St. Oswald’s Chapel (German: St. Oswald-Kapelle) lies in the Höllental in the High Black Forest, at its eastern end near the Ravenna Bridge.
Administratively it lies in the civil parish of Steig in the municipality of Breitnau in the county of Breisgau-Hochschwarzwald in the German state of Baden-Württemberg.
The chapel was consecrated in 1148 by Bishop Hermann I of Konstanz as a proprietary church of the lords of Falkenstein (after their castle in the Höllental valley.
[1] Today it is also suspected, however that the settlement had been established on the upland and that there had been a parish church in Breitnau before St.

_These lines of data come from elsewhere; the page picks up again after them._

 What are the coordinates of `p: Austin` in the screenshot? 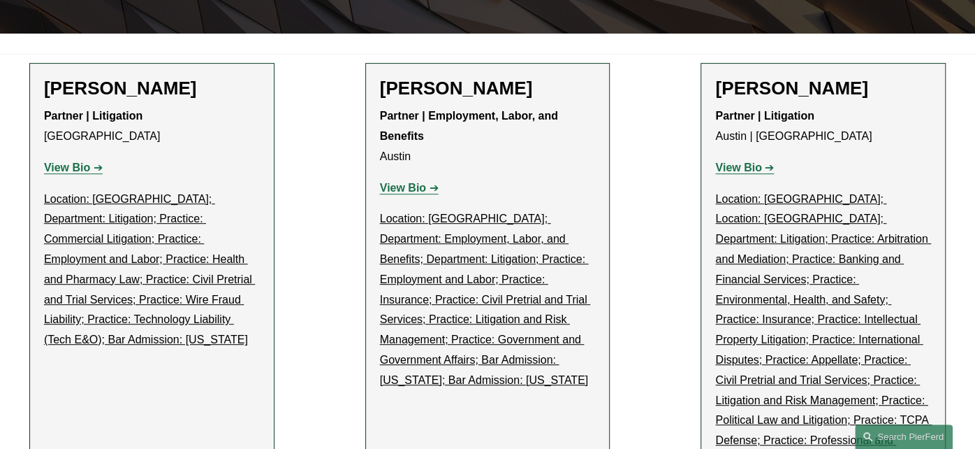 It's located at (488, 136).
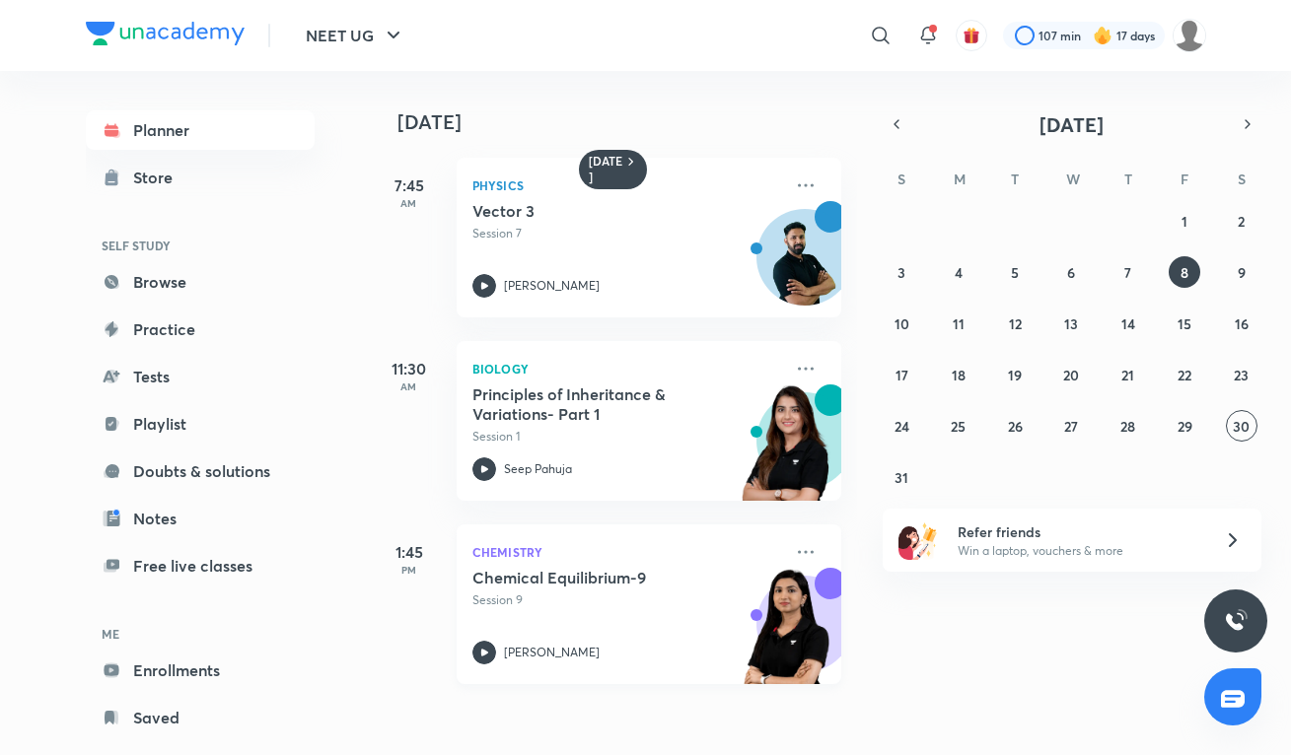 The image size is (1291, 755). I want to click on img: Disha C, so click(1189, 36).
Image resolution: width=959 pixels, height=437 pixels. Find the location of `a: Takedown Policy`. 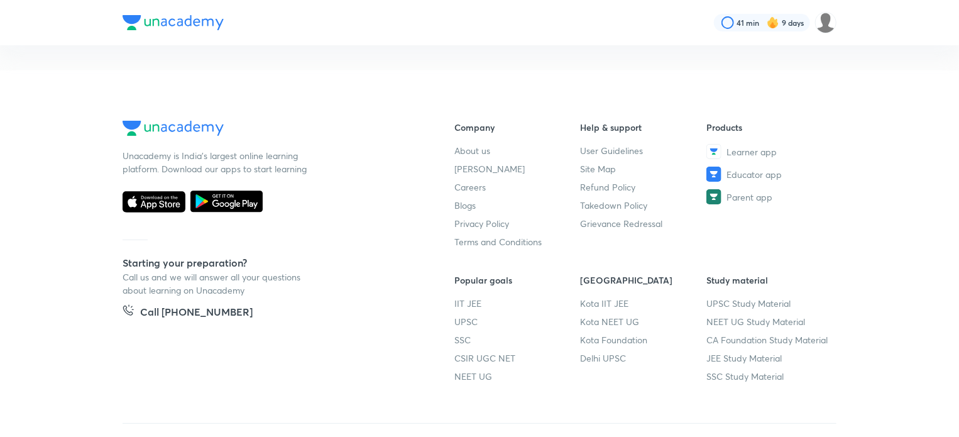

a: Takedown Policy is located at coordinates (644, 205).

Oswald was founded.
Attempts to abandon the "old dive" (alte Spelunke) or "most superfluous of all chapels" (entbehrlichste unter allen Kapellen), were ended in 1812 by the grand ducal government in Karlsruhe.
[3] The chapel holds up to 250 people and is used for weddings, patron saint festivals and at Christmas (by the Hofgut Sternen).
This includes a copy of the crucifix on the north side of the nave, which had been carved in 1617 by Georg Hauser (died around 1653) from the eponymous woodcarving guild.
It is one of the most important surviving examples in the region of the Upper Rhine School in the early sixteenth century."